News: House Appropriations Bill Would Lessen FDA Devastation to Cigar Industry
9 Jul 2015
Yesterday, the House Appropriations Committee took an important first step toward fixing one of the most outrageous aspects of the proposed rules to regulate cigars under the Food and Drug Administration (FDA).
The appropriations bill passed the Committee yesterday for next year’s funding of the FDA, included a funding rider to stop the FDA from retroactively regulating cigars and other tobacco products introduced since February 2007. Under the legislative fix, the new date existing products would be grandfathered in as exempt from the costly and difficult FDA pre-approval process would change from February 15, 2007 to the date (likely later this year) when the proposed regulations are finalized.
While cigars introduced after the FDA’s cigar regulations go into effect would still be subject to FDA approval before being marketed or sold—a process that likely would take months or years and could cost an estimated $400,000 per each new cigar blend and size—the change would be a significant improvement from the current situation.

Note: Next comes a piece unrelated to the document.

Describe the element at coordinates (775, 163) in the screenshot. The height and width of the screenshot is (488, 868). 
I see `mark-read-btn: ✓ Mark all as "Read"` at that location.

Absent any change, under current law, most or every cigar introduced since February 15, 2007 would be subject to the FDA pre-approval process, with the likely impact of permanently making illegal most cigars introduced in the past eight years.

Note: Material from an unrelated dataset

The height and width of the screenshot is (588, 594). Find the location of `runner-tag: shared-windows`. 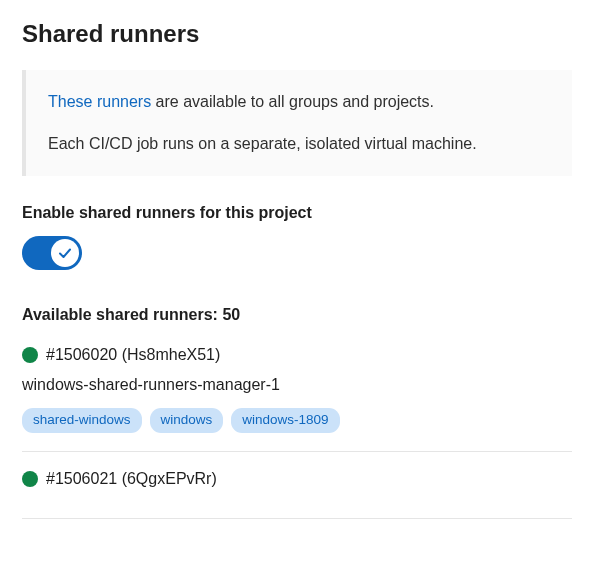

runner-tag: shared-windows is located at coordinates (82, 420).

The key language in the appropriations bill still has a long way to go before becoming law. Having successfully passed the House Committee, including surviving an amendment vote 23-26 to strip the FDA regulation date change out of the bill, the bill now goes to the House floor for passage.
If it passes the House, the next step would be a companion bill from the Senate Appropriations Committee. There, Kansas Senator Moran, a co-sponsor of the Traditional Cigar Manufacturing and Small Business Jobs Preservation Act, is chairman of the subcommittee with oversight over the FDA and could be key to ensuring the language eliminating the February 2007 date is included in the Senate bill.
If such language passes out of the full Senate Appropriations Committee, next step would be the full Senate, after which the bill would go to President Obama’s desk to be signed into law or vetoed.
Analysis
With the Traditional Cigar Manufacturing and Small Business Jobs Preservation Act seemingly stalled for the immediate future, this is a significant and serious attempt to address the devastating impact of the proposed FDA regulations. Still, it faces  major challenges, not the least of which is the fact that the proposed FDA regulations could become finalized any day now—before any appropriations bills are passed.
According to an agenda issued last year, the deadline for the FDA regulations was June 2015, and in Senate testimony in March FDA Commissioner Margaret Hamburg reiterated that now-passed goal. In addition to time constraints, two other issues complicate the process significantly.
First, while cigar industry representatives work to protect cigars from the damaging impact of the regulations, the elephant in the room is e-cigarettes. A large part of the agitation for these regulations by anti-tobacco activists is because the deeming rule would effectively ban e-cigarettes and vaping devices—which they view, almost certainly incorrectly, as having negative public health implications.
While, in theory, new cigars could be approved by the FDA as “substantially equivalent” to grandfathered cigars, the e-cigarette industry was almost nonexistent in February 2007, meaning approval of e-cigarettes and other vaping products would be even more difficult than the already arduous process that new cigars would face. This hardens the anti-tobacco opposition to a change in the cutoff for grandfathered tobacco products, but it also means the growing e-cigarette industry could be a key ally for cigars in pushing for a change.
The second complication has nothing to do with specific issues of tobacco regulation but is the often dysfunctional federal budget process. While the system is set up for 12 appropriations bills, frequently budget showdowns due to fiscal deadlines lead to continuing budget resolutions and omnibus spending bills that combine various appropriation bills into one large spending bill. To ease passage, appropriations riders, like the one on FDA regulation approved yesterday by the House Appropriations Committee, can get stripped out of the final bill, especially if leadership doesn’t make their inclusion a priority.
Ultimately, while this rider can alleviate some of the damage FDA regulation of cigars will cause, it doesn’t fix the larger issue: The vibrant handmade cigar industry will come to a screeching halt if new cigars are forced to go through an FDA approval process that takes months (or years) and cost hundreds of thousands of dollars. To fix this bigger problem, cigar smokers must work towards passage of the Traditional Cigar Manufacturing and Small Business Jobs Preservation Act to remove the FDA’s authorization to regulate handmade cigars.